> [What to work on]: Count up the lines of the data below that contain the string "will", then give only the total.

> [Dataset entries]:
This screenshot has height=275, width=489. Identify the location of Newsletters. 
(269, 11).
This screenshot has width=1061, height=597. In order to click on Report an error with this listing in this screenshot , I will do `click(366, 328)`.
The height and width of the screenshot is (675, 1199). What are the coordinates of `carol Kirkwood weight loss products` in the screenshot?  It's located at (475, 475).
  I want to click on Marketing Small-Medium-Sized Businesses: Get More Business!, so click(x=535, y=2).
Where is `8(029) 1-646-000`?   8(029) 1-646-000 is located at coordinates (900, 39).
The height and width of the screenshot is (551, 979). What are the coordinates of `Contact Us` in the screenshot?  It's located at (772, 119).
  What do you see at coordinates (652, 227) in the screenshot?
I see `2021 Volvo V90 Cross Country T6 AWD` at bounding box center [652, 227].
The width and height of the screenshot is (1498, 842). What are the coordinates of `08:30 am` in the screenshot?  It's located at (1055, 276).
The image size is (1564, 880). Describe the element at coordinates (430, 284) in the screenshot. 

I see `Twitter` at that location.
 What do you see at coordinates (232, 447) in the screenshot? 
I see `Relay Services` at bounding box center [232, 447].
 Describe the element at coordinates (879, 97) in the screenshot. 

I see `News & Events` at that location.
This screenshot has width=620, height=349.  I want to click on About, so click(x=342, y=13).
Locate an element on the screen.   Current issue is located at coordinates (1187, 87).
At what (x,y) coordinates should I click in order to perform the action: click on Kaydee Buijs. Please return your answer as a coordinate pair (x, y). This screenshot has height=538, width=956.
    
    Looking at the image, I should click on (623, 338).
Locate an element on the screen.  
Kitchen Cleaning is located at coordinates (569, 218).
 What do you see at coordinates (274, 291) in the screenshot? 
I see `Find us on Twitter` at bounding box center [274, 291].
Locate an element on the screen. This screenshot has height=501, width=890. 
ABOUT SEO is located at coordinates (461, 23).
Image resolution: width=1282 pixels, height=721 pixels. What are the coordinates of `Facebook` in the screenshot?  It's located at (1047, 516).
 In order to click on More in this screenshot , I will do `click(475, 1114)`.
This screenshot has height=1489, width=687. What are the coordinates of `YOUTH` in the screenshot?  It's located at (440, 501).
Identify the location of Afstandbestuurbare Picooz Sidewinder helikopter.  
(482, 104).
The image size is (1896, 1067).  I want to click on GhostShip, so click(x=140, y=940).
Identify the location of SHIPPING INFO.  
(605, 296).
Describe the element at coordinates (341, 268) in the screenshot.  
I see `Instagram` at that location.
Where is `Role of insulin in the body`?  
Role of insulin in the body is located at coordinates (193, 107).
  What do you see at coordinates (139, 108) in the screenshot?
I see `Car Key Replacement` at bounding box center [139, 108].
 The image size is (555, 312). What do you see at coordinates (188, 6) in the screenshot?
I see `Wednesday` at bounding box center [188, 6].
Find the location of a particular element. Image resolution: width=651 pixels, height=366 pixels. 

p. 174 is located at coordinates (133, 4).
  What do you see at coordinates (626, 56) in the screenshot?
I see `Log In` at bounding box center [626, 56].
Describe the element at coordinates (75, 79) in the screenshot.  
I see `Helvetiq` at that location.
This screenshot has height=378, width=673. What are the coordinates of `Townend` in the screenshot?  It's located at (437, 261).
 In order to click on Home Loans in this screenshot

> [Solution for this task]: 2